The Pale Blue Dot



Here it is: the Earth from Voyager 1, momentarily in a sunbeam. Take a look. From the outskirts of the planetary part of the solar system, it's a pale blue dot.

That's us. That's home. That's where we are. On it, everybody you loved, everybody you know, everybody you have ever heard of, lived out their days. The aggregate of all our joy and suffering, thousands of confident ideologies, religions, economic doctrines, every hunter and forager, every hero and coward, every creator and destroyer of civilizations, every king and peasant, every young couple in love, every hopeful child, every mother and father, every inventor and explorer, every revered teacher of morals, every corrupt politician, every superstar, every supreme leader, every saint and sinner in the history of our species, lived there.

The Earth is a very small stage in a great cosmic arena. Think of the rivers of blood spilled by all those generals and emperors, presidents and prime ministers and party leaders, so that in glory and triumph they could become the momentary masters of a corner of a dot. Think of the endless cruelties visited by the inhabitants of one part of the dot on the scarcely distinguishable inhabitants of another part of the dot. How frequent their misunderstandings. How eager they are to kill one another. How fervent their hatreds. Our posturings, our imagined self-importance, the delusion that we have some priviliged position in the universe, seem to me challenged by this point of pale light. Our planet is a lonely speck in the great enveloping cosmic dark. In our obscurity, in all this vastness, there is no hint that there is anyone who will come and save us from ourselves.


=== Work request ===
Everything from the line holding "Identify the location of p: ESC" through the end of the records should be printed exactly, apart from the pictures.

=== Extracted records ===
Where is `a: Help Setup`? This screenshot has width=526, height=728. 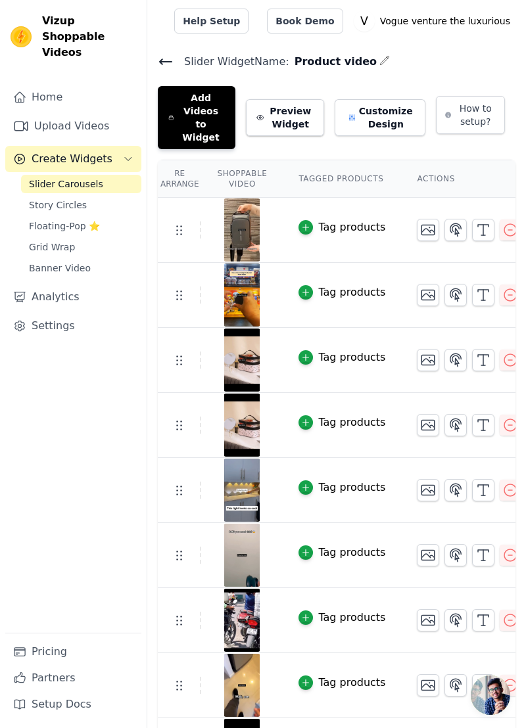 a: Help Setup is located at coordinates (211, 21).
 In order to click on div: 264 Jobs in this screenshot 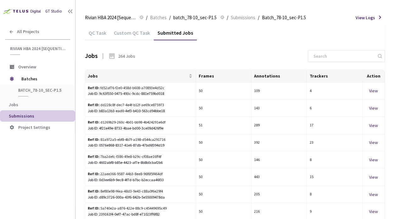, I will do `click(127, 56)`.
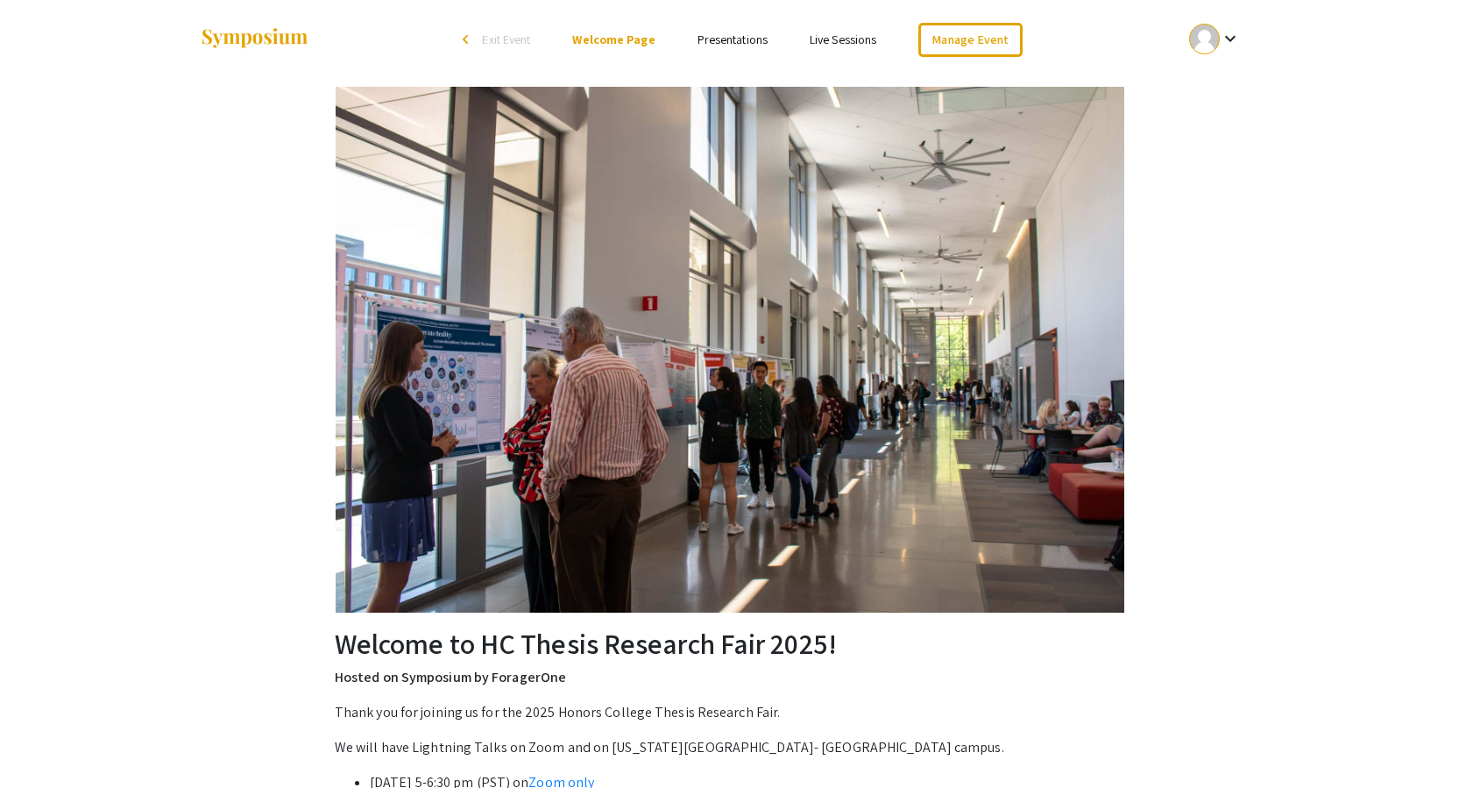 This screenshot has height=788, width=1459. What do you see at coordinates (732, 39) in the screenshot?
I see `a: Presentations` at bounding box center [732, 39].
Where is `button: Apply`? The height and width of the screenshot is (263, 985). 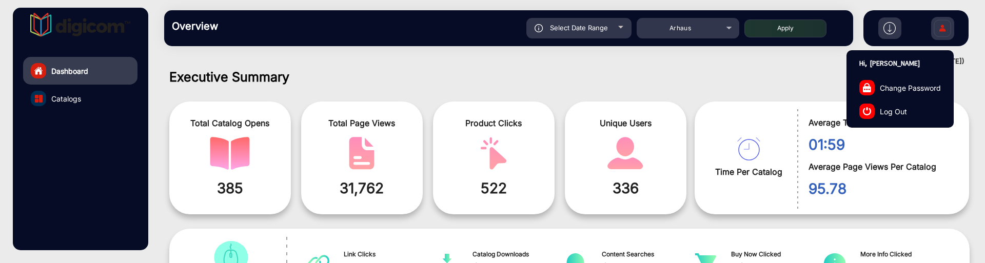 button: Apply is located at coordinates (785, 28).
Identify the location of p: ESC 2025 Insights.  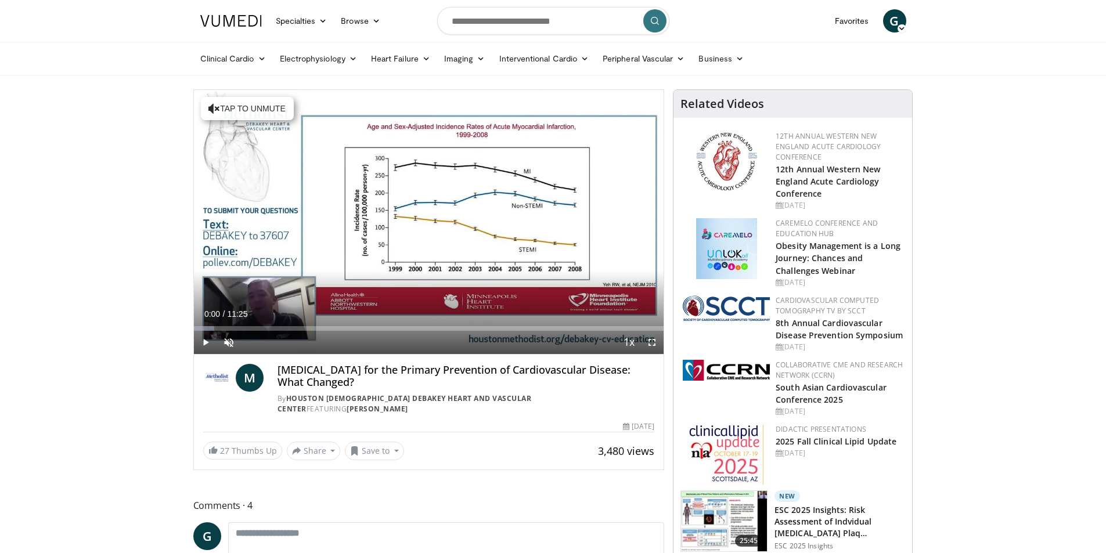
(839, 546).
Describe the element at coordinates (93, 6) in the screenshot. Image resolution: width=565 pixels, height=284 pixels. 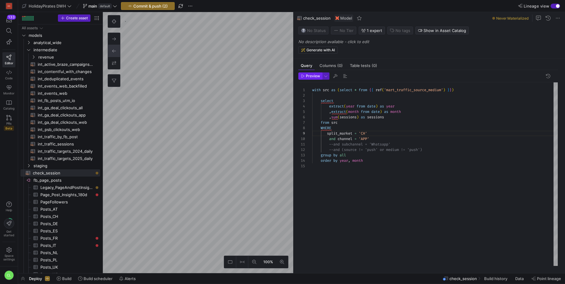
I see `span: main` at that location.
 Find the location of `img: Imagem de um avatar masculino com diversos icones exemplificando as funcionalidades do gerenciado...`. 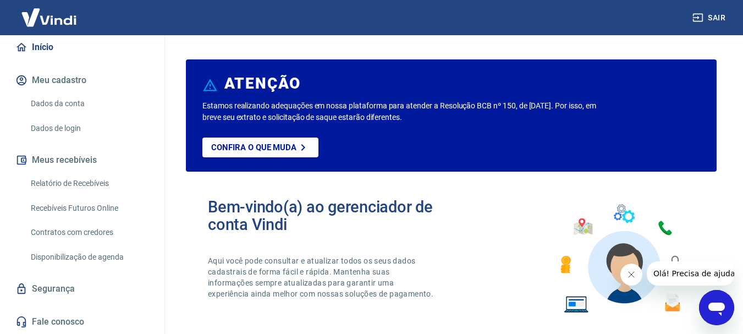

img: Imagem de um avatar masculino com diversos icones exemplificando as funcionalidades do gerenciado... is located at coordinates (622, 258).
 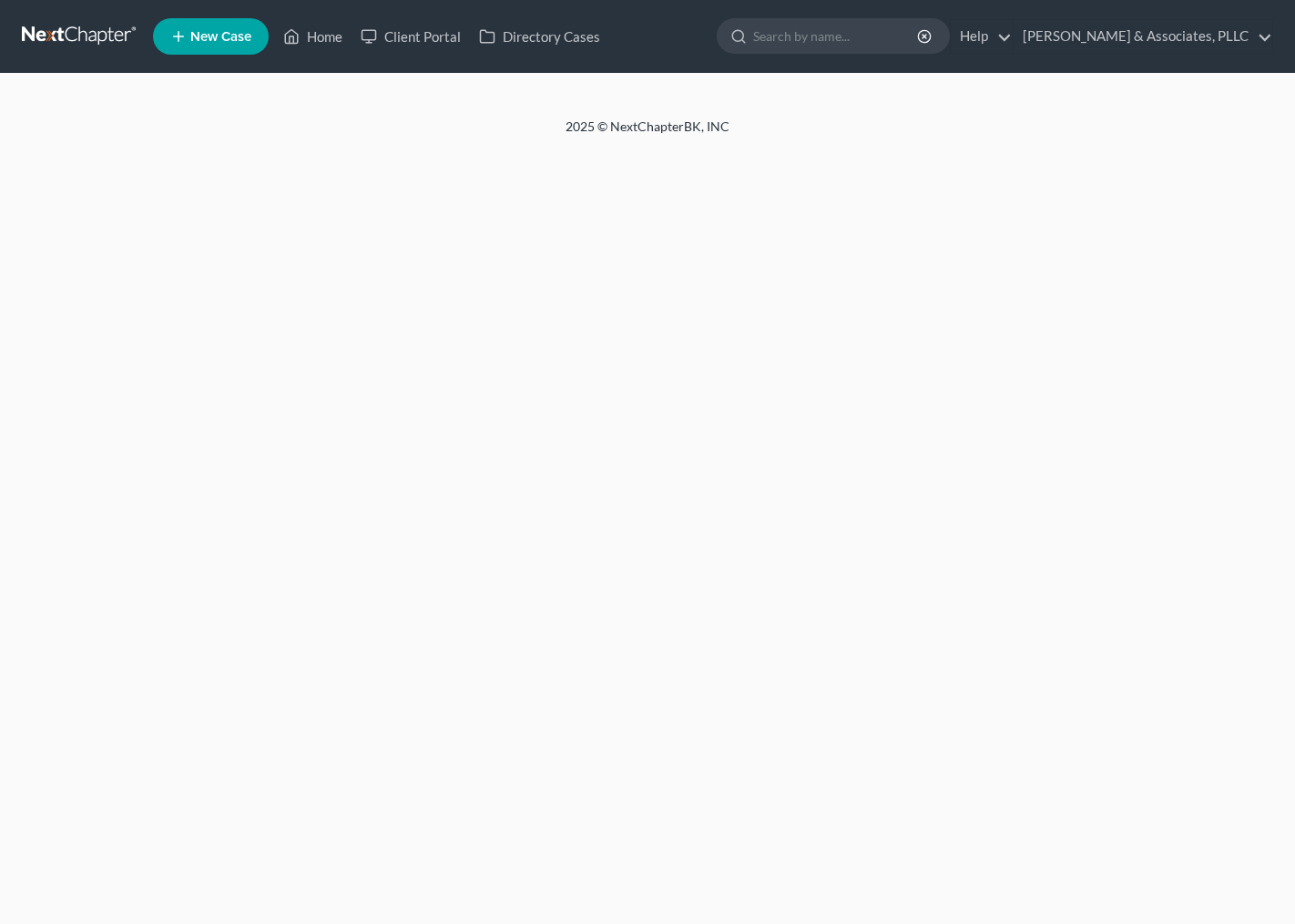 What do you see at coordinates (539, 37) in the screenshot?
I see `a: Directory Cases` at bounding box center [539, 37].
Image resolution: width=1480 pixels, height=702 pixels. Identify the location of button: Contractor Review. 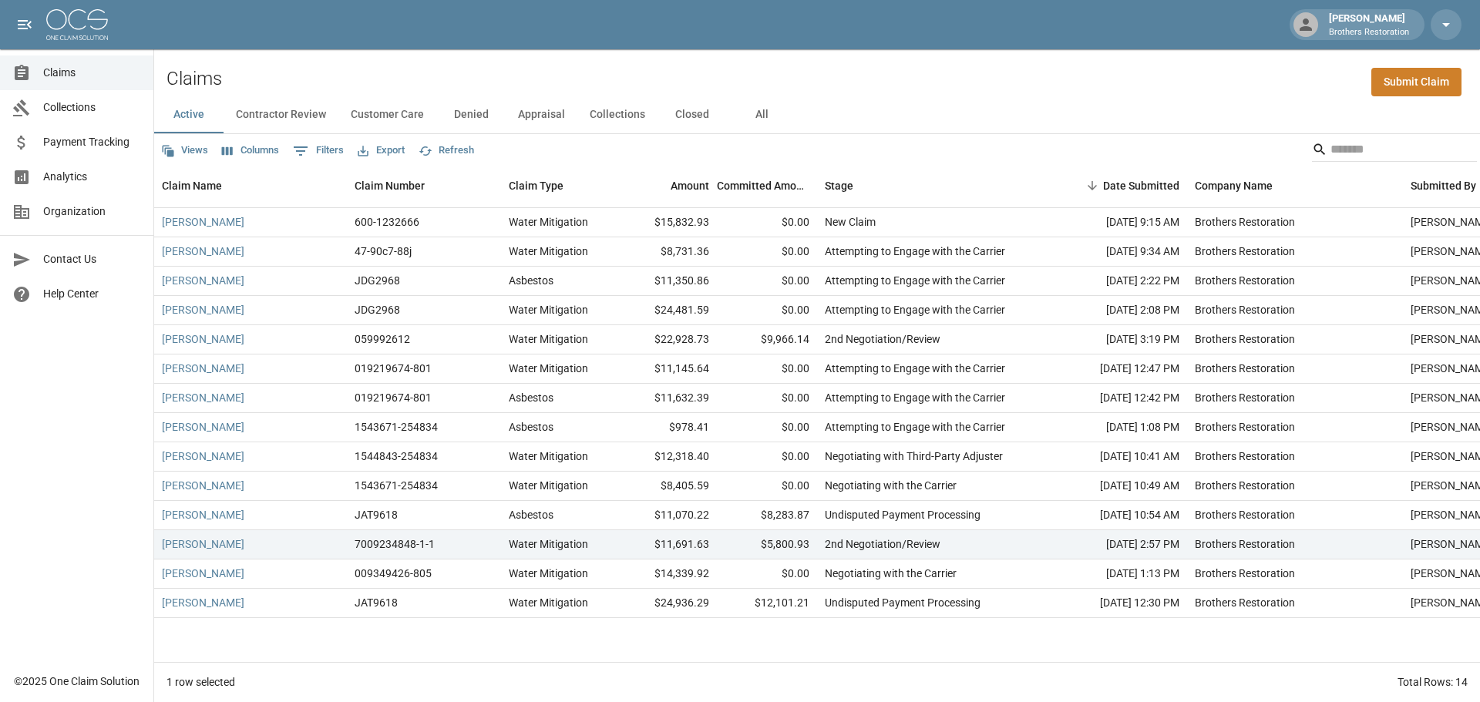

=== Exercise output ===
Identify the location of p: ESC 2025 Insights.  
(839, 546).
Describe the element at coordinates (93, 6) in the screenshot. Image resolution: width=565 pixels, height=284 pixels. 
I see `span: main` at that location.
 Find the location of `img: Imagem de um avatar masculino com diversos icones exemplificando as funcionalidades do gerenciado...`. 

img: Imagem de um avatar masculino com diversos icones exemplificando as funcionalidades do gerenciado... is located at coordinates (622, 258).
  What do you see at coordinates (539, 37) in the screenshot?
I see `a: Directory Cases` at bounding box center [539, 37].
Image resolution: width=1480 pixels, height=702 pixels. Identify the location of button: Contractor Review. 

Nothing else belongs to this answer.